Lawrence, Kansas was established by radically anti-slavery settlers and subsidized, in part, by emigrant aid societies in the Northeast.  Lawrence was the site of raids and the Lawrence Massacre atrocity.  It was a rallying point for the shadow “Free State” government and referred to by pro-slavery advocates as an “abolitionist hellhole.”

Battle of Black Jack Historic Site The "battle" which took place in a grove of black jack oaks south of Lawrence, Kansas, was part of the struggle to make Kansas a free state. In June of 1856 “Free State” forces lead by Henry C. Pate raided a settlement in Palmyra, Kansas and took three prisoners in retaliation for John Brown’s raid on Lawrence and the brutal killing of five pro-slavery men on nearby Pottawatomie creek.  Brown then attacked Pate's camp at the battle site. Both sides had several wounded and numerous desertions before Pate and 28 men surrendered. As evidence of civil war in the United States, this fight received national publicity and excited both the North and South.

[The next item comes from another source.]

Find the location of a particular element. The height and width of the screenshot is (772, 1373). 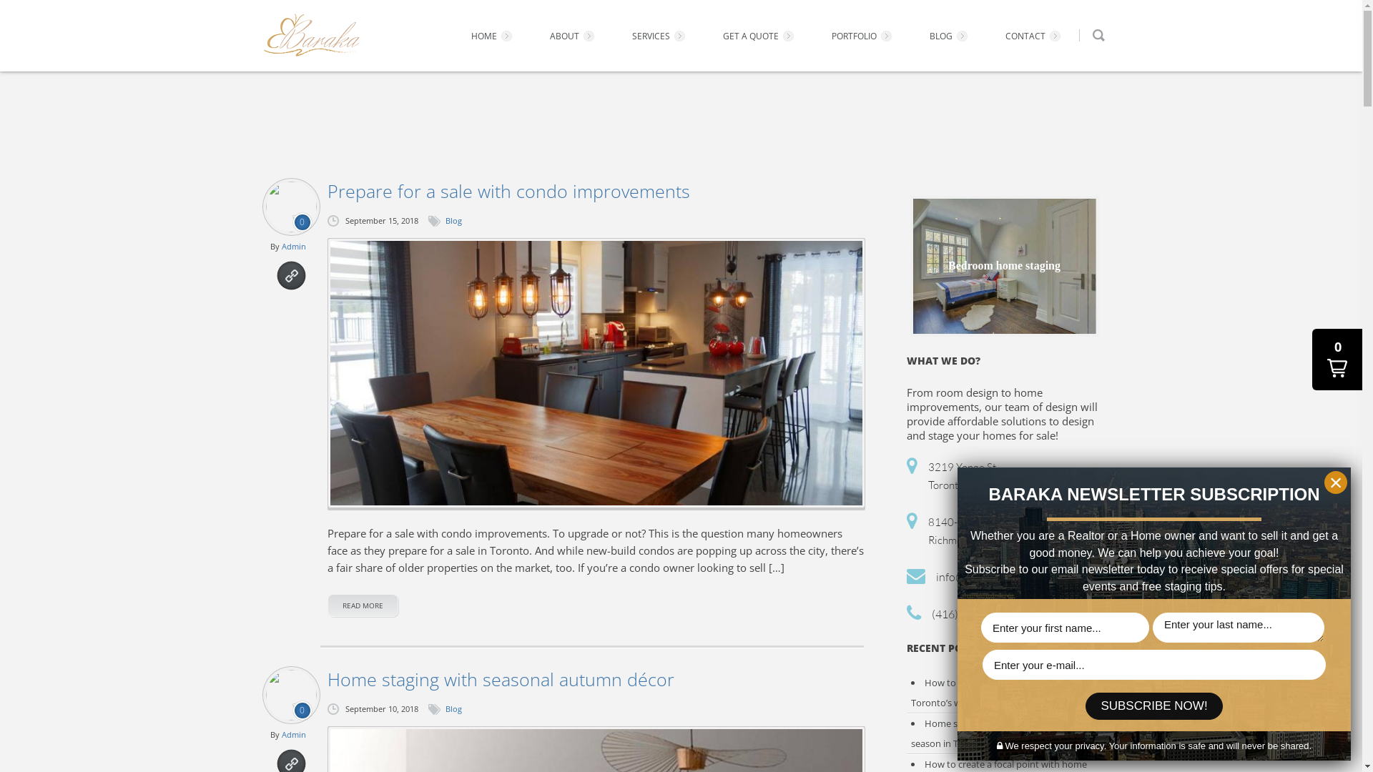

Historic Westport and the Battle of Westport site (Kansas City)--Outfitting the wagon trains was big business: that’s why Westport became a prosperous town that drew people on both sides of the slavery and free soil issues to and through the area. The overland outfitting trade fulfilled all of the traveler's needs, supplying everything: foodstuffs, wagons, animals and other provisions. The town was victimized by colliding Union and Confederate forces during the 1864 Battle of Westport.  The historical legacy of Old Westport remains with us and workshop participants will be led on a walking tour of the area by members of the Westport Historical Society.